The task of selecting a theme to accompany Holocaust Memorial Day must be daunting. As this blog reflects, they are very different, year by year. Like any annual event requiring fresh perspectives, they also vary in accessibility. The theme for 2023, Ordinary People, for example, was a godsend, daunting only in that people had to choose from the myriad possibilities for reflection and education it offered.
I will confess, therefore, that The Fragility of Freedom did not initially catch my imagination. It seemed forced, and actually difficult to map onto the history of the Holocaust in a concrete way. It seemed to suggest the road not taken. For in many ways, the very fragility it sought to identify and commemorate means it is hard to identify historically. It also offered the potential to revive dated models of thought about the Nazi past, suggesting a totalitarian terror-driven state in which obedience was mandated and heavily regulated. More recent scholarship has tended to emphasise the consensual, in what Neil Gregor termed “the voluntarist turn” in his typically coruscating prose: “…the Nazi campaign of genocide was, in many respects, a far more de-centered process, or set of processes, involving mutually reinforcing interactions between the leadership and its often quite autonomous agents on the ground, than an older historiography, with its one-sided focus on decision-making in Berlin and on implementation at a few, major killing sites, led us to believe.”
In short, the Nazi regime in Germany and in the occupied countries of Europe in WW2, offered far more scope for freedom of action than is commonly supposed. Most teachers have, I suspect, encountered references to “brainwashing” or the threat of punishment for non-compliance with killing. The belief that killers only killed when threatened or forced is a staple of discourse, as I explored a few months ago. And my concern was that The Fragility of Freedom might reinforce some of those ideas.
But then 7 October happened, along with the subsequent military reprisal in Gaza. I am not going to comment on that situation here, because I am not an expert, and I have no influence over anyone who might be able to really change things. But the theme of The Fragility of Freedom has come to be terribly significant, as the anxieties, fears, anger and grief at what is happening there have been acted out here. I was privileged to be asked to deliver a 30-minute presentation on the theme at a London school on behalf of the Holocaust Educational Trust. I share it here as a download. But its final paragraph is important:
My suggestion is this. At every moment, however demanding it is, however angry, worried, or desperate we are, we stop and remember that we are a community that lives in freedom. But that freedom can only exist safely if we first make a space for peace: if we put our common humanity ahead of hatreds. If we listen to each other in our pain, distress and confusion as closely as I hope you will listen to the survivor who will speak to you. Do not do to others that which is repugnant to you. The rest indeed is commentary. Now live its meaning.
The problem with The Fragility of Freedom is that it divorces us from the responsibility to maintain it. Freedom is only as fragile as we make it. Hatred and prejudice on our streets and in our politics will not change anything for the better there, and will corrode our society here. Freedom is fragile like candle flame in a high wind: the challenge is not to light it, but to keep it burning.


● ACTIVITY
Without copying any picture, transcribe exactly the lines of the data below from the one containing "Return the detection box for human hair." through the one containing "in the image.".

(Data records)
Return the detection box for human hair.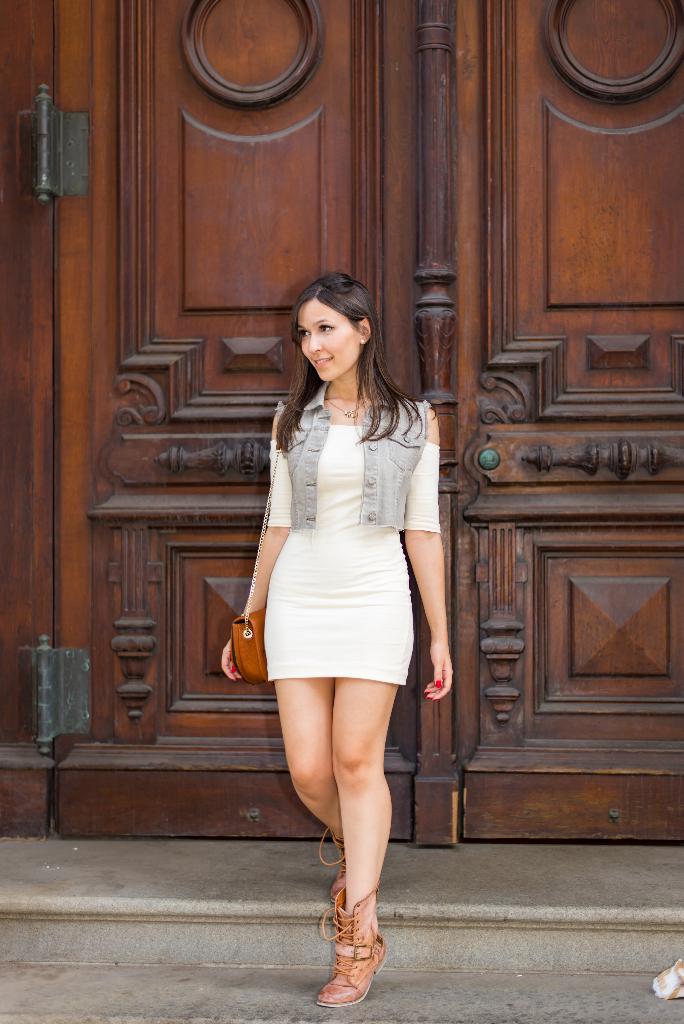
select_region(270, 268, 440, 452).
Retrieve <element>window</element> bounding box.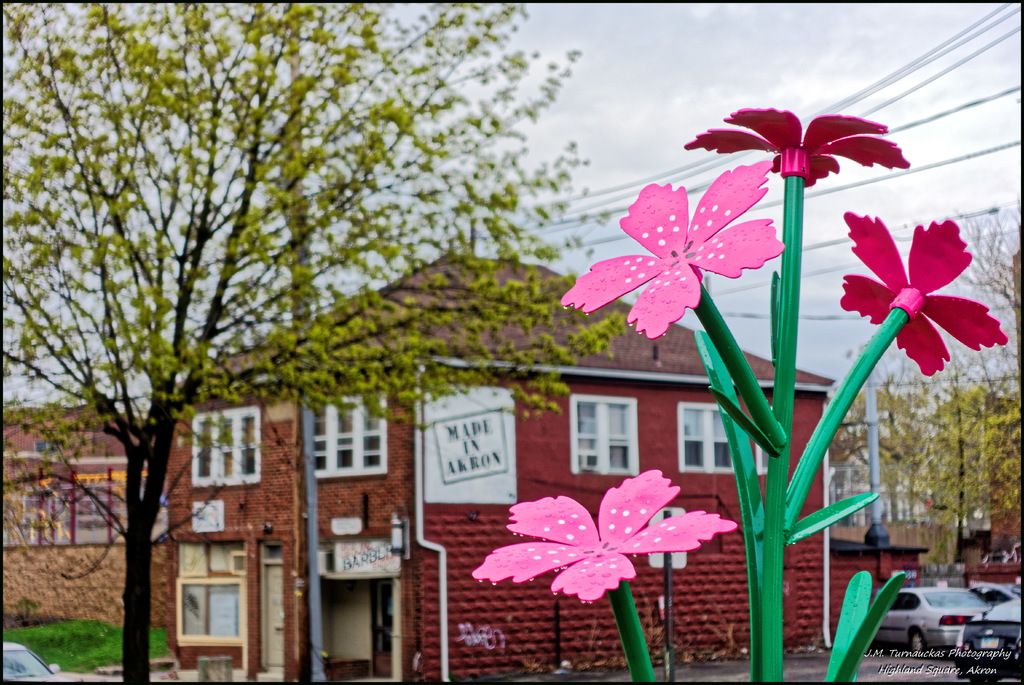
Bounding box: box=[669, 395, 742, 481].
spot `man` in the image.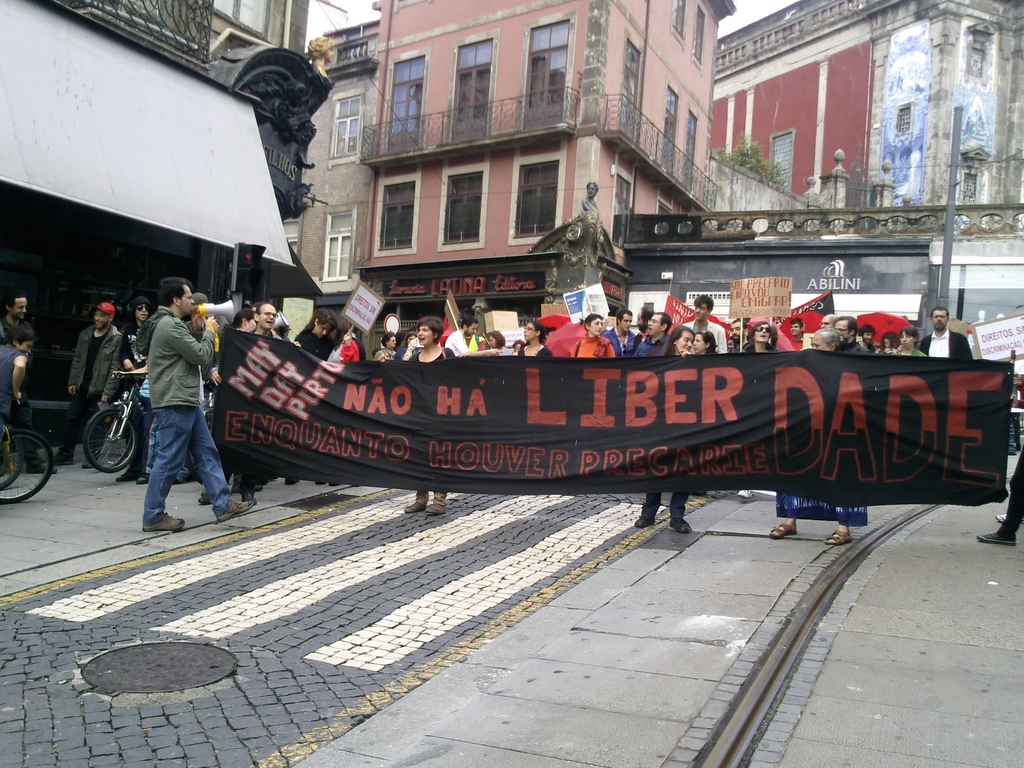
...
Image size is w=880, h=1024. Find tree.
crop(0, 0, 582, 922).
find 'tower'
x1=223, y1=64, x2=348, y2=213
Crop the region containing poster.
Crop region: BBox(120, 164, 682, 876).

● EXERCISE OUTPUT
Return the detection box for human hair.
select_region(270, 268, 440, 452).
Retrieve <element>window</element> bounding box.
Bounding box: box=[669, 395, 742, 481].
spot `man` in the image.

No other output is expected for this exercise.